The European expansion forms part of an intensified drive to create a global brand identity for Chevrolet - until recently seen mostly as a blue-collar brand for North America - by integrating into a single range larger, US-built models and smaller cars built in Korea and Europe.

Last year, but for supply constraints, Chevrolet could have sold half a million units in the region, Wayne Brannon, executive director of Chevrolet Europe, told the Financial Times at the Detroit show Monday.

By the end of the year it had sold 457,000. "We’re still having trouble believing the sales growth."

The range of Chevrolet-branded cars to be sold within Europe is also to be more than doubled, with new products including small MPVs (so-called people carriers) and "lifestyle" pick-up vehicles popular in North America.

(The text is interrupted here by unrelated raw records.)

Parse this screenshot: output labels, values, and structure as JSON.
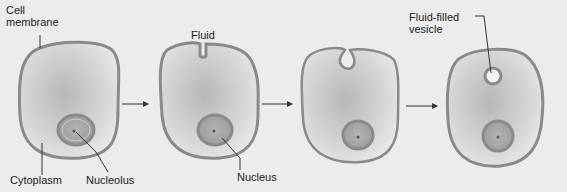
{
  "figure": {
    "stages": [
      {
        "id": 1,
        "labels": {
          "cell_membrane": "Cell\nmembrane",
          "cytoplasm": "Cytoplasm",
          "nucleolus": "Nucleolus"
        }
      },
      {
        "id": 2,
        "labels": {
          "fluid": "Fluid",
          "nucleus": "Nucleus"
        }
      },
      {
        "id": 3,
        "labels": {}
      },
      {
        "id": 4,
        "labels": {
          "vesicle": "Fluid-filled\nvesicle"
        }
      }
    ],
    "labels": {
      "cell_membrane_1": "Cell",
      "cell_membrane_2": "membrane",
      "cytoplasm": "Cytoplasm",
      "nucleolus": "Nucleolus",
      "fluid": "Fluid",
      "nucleus": "Nucleus",
      "vesicle_1": "Fluid-filled",
      "vesicle_2": "vesicle"
    },
    "colors": {
      "background": "#ececec",
      "membrane": "#8a8a8a",
      "cytoplasm_center": "#bdbdbd",
      "cytoplasm_edge": "#e8e8e8",
      "nucleus_fill": "#a9a9a9",
      "arrow": "#333333"
    }
  }
}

Chevrolet is to tap production capacity at plants around the world to meet demand. These include a new facility at St Petersburg in Russia, a modernised former Daewoo plant in Poland due to start in April with a capacity to build up to 150,000 units annually of the Aveo small family car, and an expanded joint venture plant in Uzbekistan.

Mr Brannon said: "At this stage I’m not quite sure where all the production will come from; GM operations in China and India are likely to build some as well."

Chevrolet’s Korean operations, which have also been given global responsibility for design and development of GM’s small hatchback models such as the Vauxhall/Opel Corsa, are already stretched to capacity making 1.9m built-up cars and kits for assembly outside South Korea.

As part of the brand-building, a completely new Chevrolet Camaro - but bearing strong resemblance to one of North America’s most revered affordable sporting cars of the 1960s and 1970s - is also to be sold throughout Europe from 2009, including right-hand-drive versions for the UK.

The region’s 2,200 dealers, of which more are to be re­cruited, have also been told that some are likely to be offered the opportunity to sell GM’s Porsche and Ferrari-rivalling, 200mph Corvette.

This would be alongside the independent European distributor, Dutch-based Kroymans Corporation, it appointed several years ago to market both its Cadillac and Corvette brands.

The Chevrolet name was quietly dropped from the Corvette as part of the Kroymans agreement, amid unease that the low-cost South Korean Chevrolets already flooding into Europe might tarnish the GM supercar’s image.

Now, however, it is to be revived as part of the brand-building - "the Corvette’s always been a Chevrolet", said Mr Brannon.

He said GM would place much more emphasis on the heritage of the Chevrolet brand, which GM executives have now concluded has only positive connotations within Europe.